Contuing To Prove My Now 5+ Year Old Argument

Flash (and JavaScript) should be used as tools to enhance an existing web site, not replace it. If your web site is not accessible to a user who has neither Flash or JavaScript support then you are doing something very wrong.

It appears that there is a new Flash vulnerability that can take over your computer. Awesome.

So how does one protect themselves from such a thing? Well, you could install noscript. It’s a plugin that will disable JavaScript, Flash and other embedded objects from web sites until you explicitly set permissions to enable them for that web site. Noscript won’t save you from web sites that you’ve already set permissions for — so it’s not a catch-all, but it will save you from links to web sites you’re unsure about. And it has the nice side-effect of disabling any JavaScript-powered advertisements.

What this means for you, the web developer, is that it’s time to start assuming the first time people access your web site they will have Flash, JavaScript, etc. disabled. This means you need to make sure your site is still accessible even under those conditions. Otherwise the user will have no reason to trust your web site if he or she can’t access it in the first place. If they don’t trust it they’ll never (well, they SHOULD never) enable script and emedded objects to run from your domain. Thus you will lose customers.

HTML, CSS and text. That should be the core of every web site. Flash and embedded objects to enhance the site, but not to provide the only means to access your content.

That is unless you’re one of a few embedded object kind of web site, like YouTube. But for the majority of us, that won’t be the case. And even so, you can always provide download links to the videos if the user doesn’t have Flash enabled to view them from within your web page.

<strong>TL;DR: Web sites should be accessible even without JavaScript and Flash.</strong>

Equal height columns with borders (and a gap).

I was recently reading an article over at Smashing Magazine about new CSS techniques. One of them was about columns with equal heights and a border. The solution presented requires a background image to be used to fake the gap between the two columns. As I prefer to stay away from images and control the layout with straight CSS, I took a shot at this without any images. This is what I came up with.

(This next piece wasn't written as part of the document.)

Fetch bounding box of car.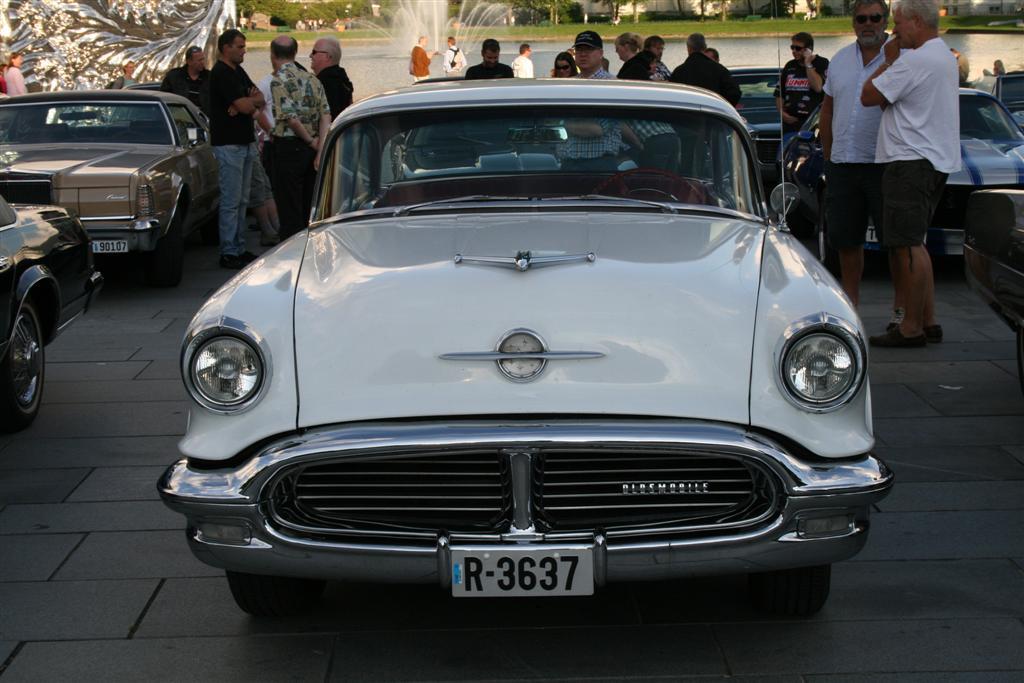
Bbox: [x1=0, y1=89, x2=228, y2=263].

Basically I’m using an empty DIV that’s absolutely positioned and with an absurd height value (999,999 pixels) to fake the gap between the two columns rather than use a background image. I then wrap everything in another DIV and set the overflow value to hidden. This hides everything but the bit of that very tall DIV needed to produce the effect. I’m basically clipping the very tall DIV and the clipping is done dynamically (based on the height of the content). The advantage with this solution is that I can control the color of the borders and background with just CSS — I don’t have to create a new image every time I change my color scheme. The downside is you need a couple star-HTML hacks for IE 5 and 6, plus you have to add extra markup in your HTML document that serves no purpose other than to create visual layout objects (which HTML purists feel is wrong, and I kind of agree with them).

Why do we have to fake the visual appearance of two columns and why is it so difficult?

Good question.

HTML block elements that have no height value explicitly defined (such as via the height CSS property) will be take whatever height is needed to contain all its children. So if you’ve got a very large image inside a block element, the element will grow very big — just enough to contain the image. If a small image is placed inside a block element, the element will only grow a little bit, just enough to fit the small image.

So create two block elements that will be our columns. Float them left so they sit next to each other. Now put a border around them. What you will see is that the block elements will only be as tall as the content (the text) inside each column. The columns will not be equal height (unless you’ve put the same content into both block elements).

If you want to create the appearance of two columns with the same height, you’ll have to fake it.

How?

Put your columns inside another block element. Your left and right columns will still have different heights, but the block element that contains the columns will grow as tall as it needs to contain both columns, in other words it will grow to be as tall as the tallest column. With this you now have an element you can apply some CSS to which you know will always be as tall as the tallest column in your web page.

What CSS is that?

Depends. A common approach is to set the background color of the block element that contains the two columns (let’s call it a wrapper since it wraps around the columns) to the color you want your left-hand column’s background to be. Then create a border on the wrapper set to the width of the right-hand column and set the color of that border to the color you want the right-hand column’s background to be. You can then use CSS to position that right-hand column over the border of the wrapper. To the viewer it appears as if there are two separate columns with different backgrounds. You can see an example of this in action in my Skidoo Redux layout.

The trick I presented earlier in this post can then be used to add a border around each column.

But Skidoo already has borders around its columns.

Yes, but those columns share borders with other columns. The trick I present here allows each column to have its own set of borders, not shared with any other column (in other words, there’s a gap between the columns). That’s what makes this trick different.